UNEMPLOYMENT INSURANCE
POWER OF THE COMMONWEALTH TO LEGISLATE WITH RESPECT TO A SCHEME OF UNEMPLOYMENT INSURANCE: INSURANCE POWER: COMPULSORY CONTRIBUTIONS: TAXATION POWER: DISCRIMINATION BETWEEN STATES: PROVISION OF BENEFITS IN REMOTE AREAS
CONSTITUTION s 51(ii)
In reply to your memorandum of 15th March, 1939, forwarding for advice on the legal questions involved in a copy of a letter received from the Victorian Board of Directors of the Australian Natives’ Association concerning the question as to the validity under the Constitution of an Unemployment Insurance Scheme:
- initiated by the Federal Parliament by its own power;
- as complementary to States’ legislation.
I desire to inform you that the powers of the Commonwealth to legislate with respect to a scheme of Unemployment Insurance are, in my view, similar to those which the Parliament possesses with respect to National Health Insurance.
It may be that the insurance power alone would be insufficient to extend to the imposition of compulsory contributions and that, as in the case of National Health Insurance, it would be necessary to rely in addition on the taxation power. This being the case, it would not be possible to provide for a scheme of Unemployment Insurance applicable to some States only, as that would involve discrimination between States contrary to the provisions of section 51(ii.) of the Constitution. It would however be possible in an Unemployment Insurance Scheme, just as in the National Health Scheme, to provide for the limitation of benefits where persons are resident in areas so remote that the effective administration in those areas of benefits under the Act is impracticable.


TASK TO CARRY OUT: Entries below include pictures. Output exactly the lines from the one with "Find the location of a particular element. The" down to the one with "Locate an element on the screen.", both ends included, and leave the pictures out.

PROVIDED MATERIAL:
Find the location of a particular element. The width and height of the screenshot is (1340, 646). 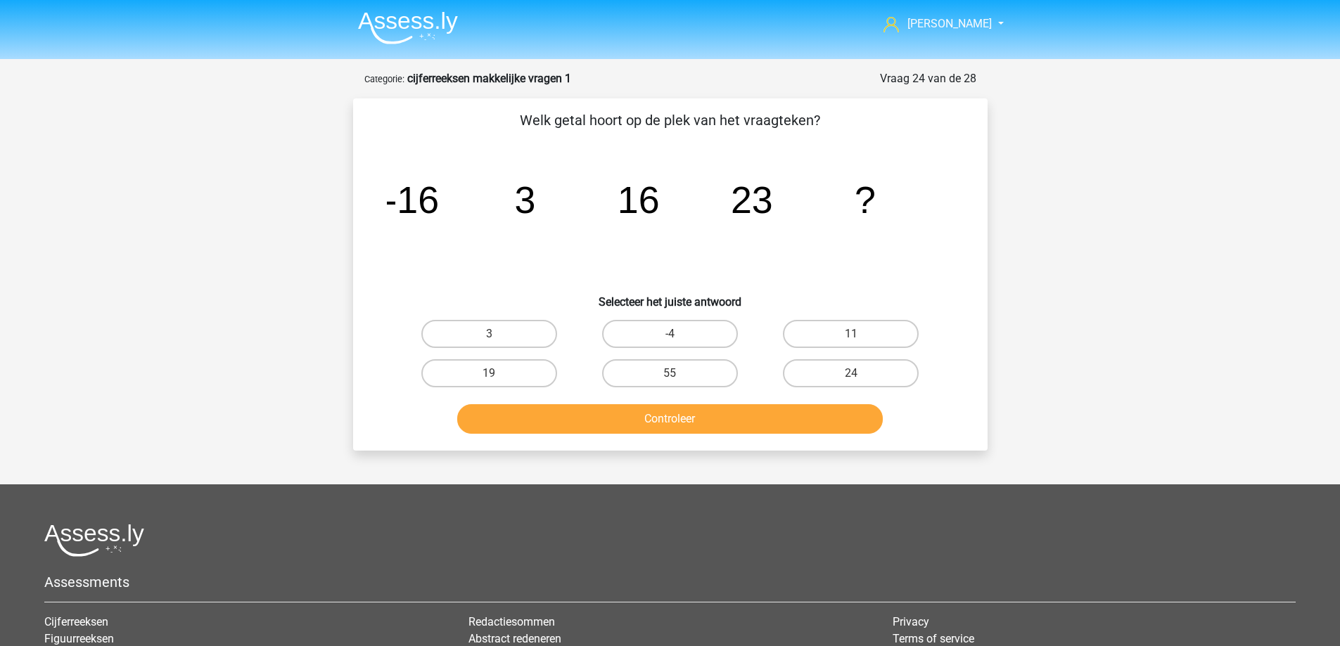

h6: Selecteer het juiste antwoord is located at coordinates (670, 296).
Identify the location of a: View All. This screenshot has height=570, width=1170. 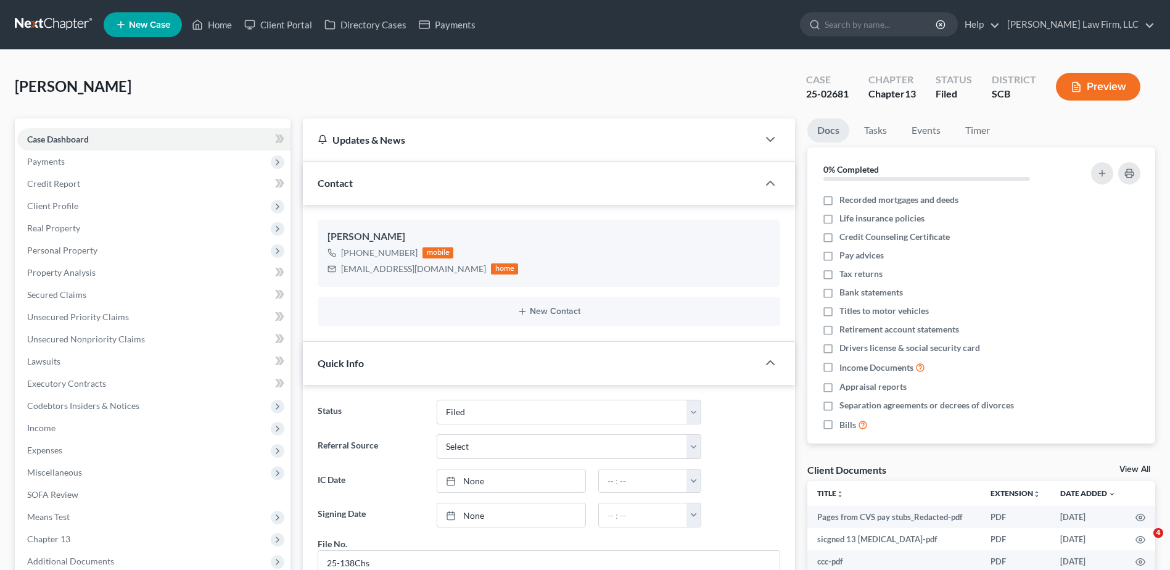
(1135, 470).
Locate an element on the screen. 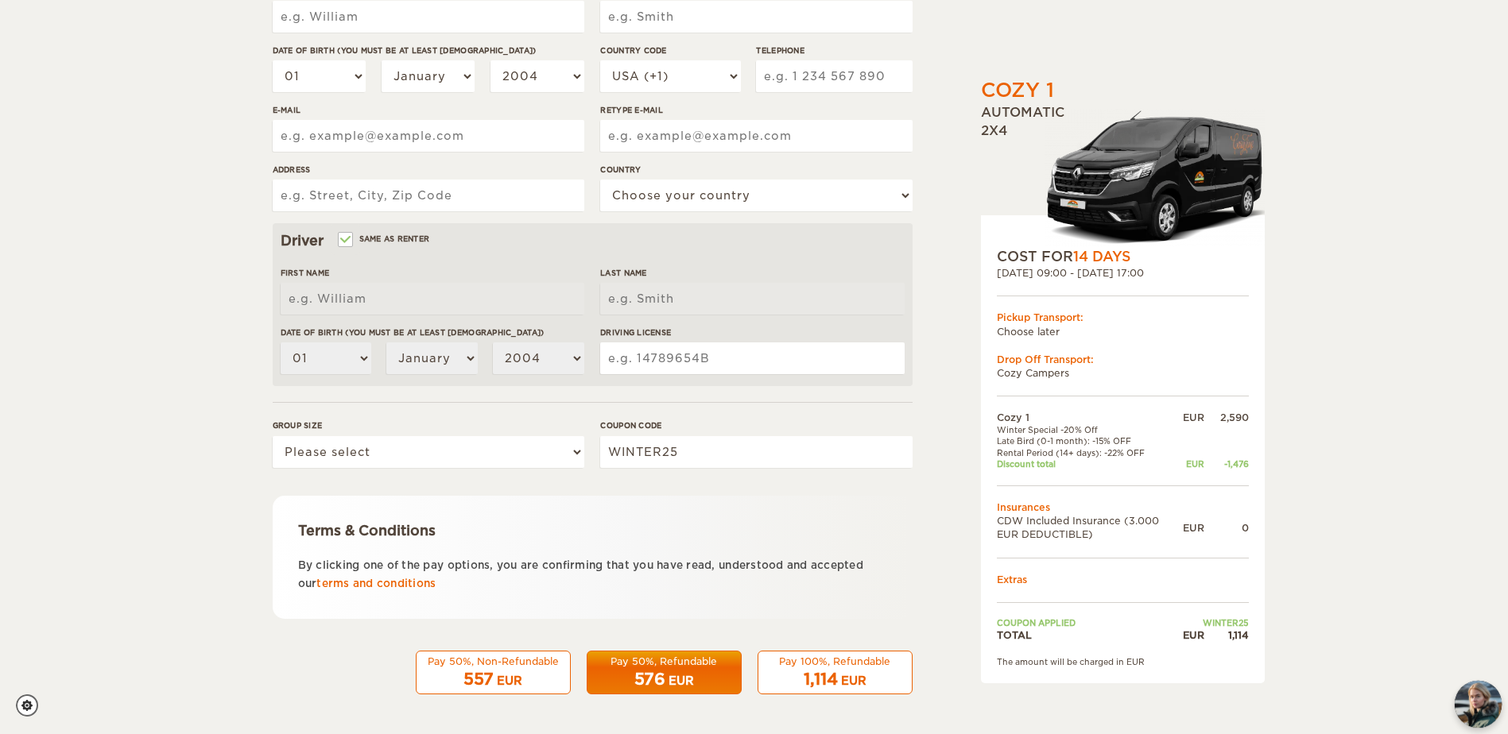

---

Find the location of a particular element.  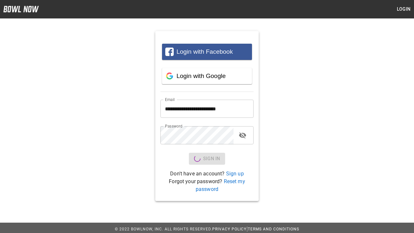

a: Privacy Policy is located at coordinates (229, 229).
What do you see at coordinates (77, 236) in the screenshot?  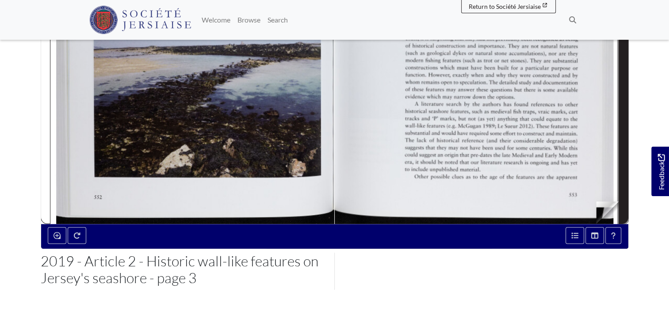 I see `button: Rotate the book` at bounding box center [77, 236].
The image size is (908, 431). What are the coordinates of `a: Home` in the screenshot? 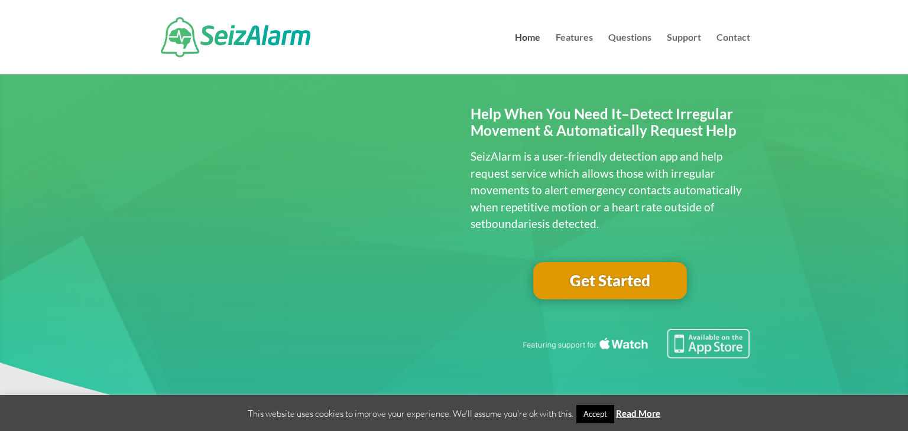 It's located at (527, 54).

EXPECTED ANSWER:
Find the location of a particular element. The width and height of the screenshot is (1340, 646). 

h6: Selecteer het juiste antwoord is located at coordinates (670, 296).
Identify the location of a: View All. This screenshot has height=570, width=1170. 
(1135, 470).
Locate an element on the screen. 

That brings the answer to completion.